The stranger shuddered and took off in the opposite direction. There the trees did not appear more hospitable, but getting far from the dark silhouette was now all that mattered. The twilight was falling quicker—he hurried his pace, walking through some cypress-laden woods. To his relief, the somber forest part of the trail was short, and he was soon traversing a wide meadow heading toward the Eastern coast. The foreigner could now make out a group of buildings; it was a little town perched on top of a natural rock formation. The little lights blinking in the face of the forthcoming night promised warmth and shelter.
As the sky kept darkening, the man quickened his descent down the zigzagging path to the village, but a sheet of mist began creeping in as the ocean air cooled, the Sun’s final rays failing to warm it any longer. The vapor suddenly thickened and began to block the view now, barely revealing the town. The fog permeated the scene and the scarlet twilight colored it with purplish cool colors in the most strange ways.
The wanderer reached the outskirts of the little town teetering on top of the jutting cliff face. A peculiar-shaped sign welcomed the visitor. It read ‘Welcome to Sunny Shores’. On the sign was painted a blazing Sun, with a smiling face in its middle. Was it the cold, or did the grin just make him shiver?

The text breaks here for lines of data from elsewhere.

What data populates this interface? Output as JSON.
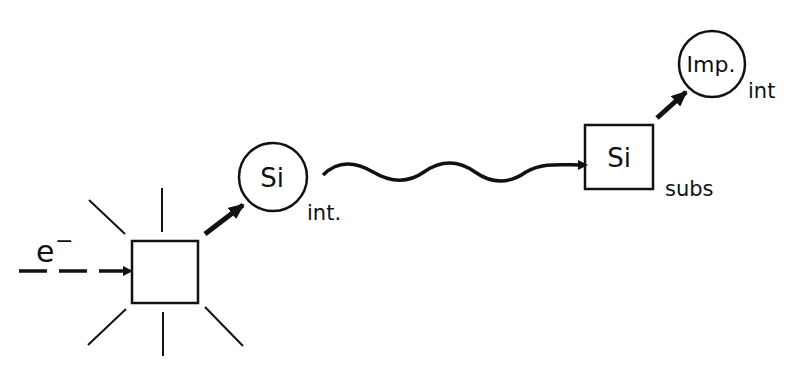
{
  "diagram": {
    "type": "process-schematic",
    "nodes": [
      {
        "id": "impact-site",
        "shape": "square",
        "label": "",
        "note": "radiating lines indicate collision"
      },
      {
        "id": "si-int",
        "shape": "circle",
        "label": "Si",
        "subscript": "int."
      },
      {
        "id": "si-subs",
        "shape": "square",
        "label": "Si",
        "subscript": "subs"
      },
      {
        "id": "imp-int",
        "shape": "circle",
        "label": "Imp.",
        "subscript": "int"
      }
    ],
    "edges": [
      {
        "from": "electron",
        "to": "impact-site",
        "style": "dashed-arrow"
      },
      {
        "from": "impact-site",
        "to": "si-int",
        "style": "bold-arrow"
      },
      {
        "from": "si-int",
        "to": "si-subs",
        "style": "wavy-arrow"
      },
      {
        "from": "si-subs",
        "to": "imp-int",
        "style": "bold-arrow"
      }
    ],
    "incoming": {
      "label": "e",
      "superscript": "−"
    },
    "colors": {
      "stroke": "#111111",
      "background": "#ffffff"
    }
  }
}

The visitor crept through the town’s foggy gates. The man’s heart pounded with inquietude as he shortened his pace, tiptoeing onward down the foggy street of what appeared to be a ghost town. There to his left emerged some obscure forms of the first houses. No living creatures seemed to dwell in the midst of these murky structures. His impression was that the buildings were designed in an older style—architecture reminiscent of the designs of the Mediterranean, a strange version of the Italian Riviera.
Some street lamps began to glow, the orbs hanging heavy in the air. No people prowled about, but then he spotted a stronger light source coming from one of the alleyways. He stopped, as if listening to a sound. Carefully, he entered the mist and lurched toward the glowing display.
As he got closer to the shimmer, he noticed it was falling from a street level, grid-framed windowpane, shining, promising warmth of refuge through its green stained-glass. He could distinguish faint sounds coming from inside. Something shifted above him. Glancing up, he noticed a sign swaying in the chill of the sea breeze. It read ‘Cat & Mouse Tavern.’ The man swallowed. Slowly, he yanked on the heavy oaken door. The iron handle felt like ice.
The low murmur of the talk inside halted as soon as the guy walked into the tavern. Some wooden chairs and tables were spattered around the shabby space occupied by a half-a-dozen men. All sounds had now ceased. Everyone turned to stare at the stranger.
Behind the bar counter stood a fair young woman, appearing to be the barmaid, who now stopped her work of wiping a beer glass clean. She was wearing a red and white checkered apron around her young petite figure, with short-cut dark auburn hair, and a face shaped like a pretty pendant. The jewel was framed by dimples that could melt an iceberg—they now disappeared as she noticed the newcomer.
Amid the oppressing hush, eyes pointed at his back, the stranger held his shivering breath and took an unsure step forward, then another, each slouch making a thunderous noise. He eventually reached the bar counter.
"Good evening?” the barmaid said.
Daring not to turn around, the stranger merely focused on the barmaid and gave her a faltering whisper. "Could you please tell me…what is this place?”
She returned a little cock of the eyebrow as if having encountered yet another drunkard. "I suppose you’ll be wanting another drink to refresh your memory, huh?” The maid continued wiping the glass clean, then rose to her toes to peer over the newcomer’s shoulder. "Last calls, I’m telling you boys.”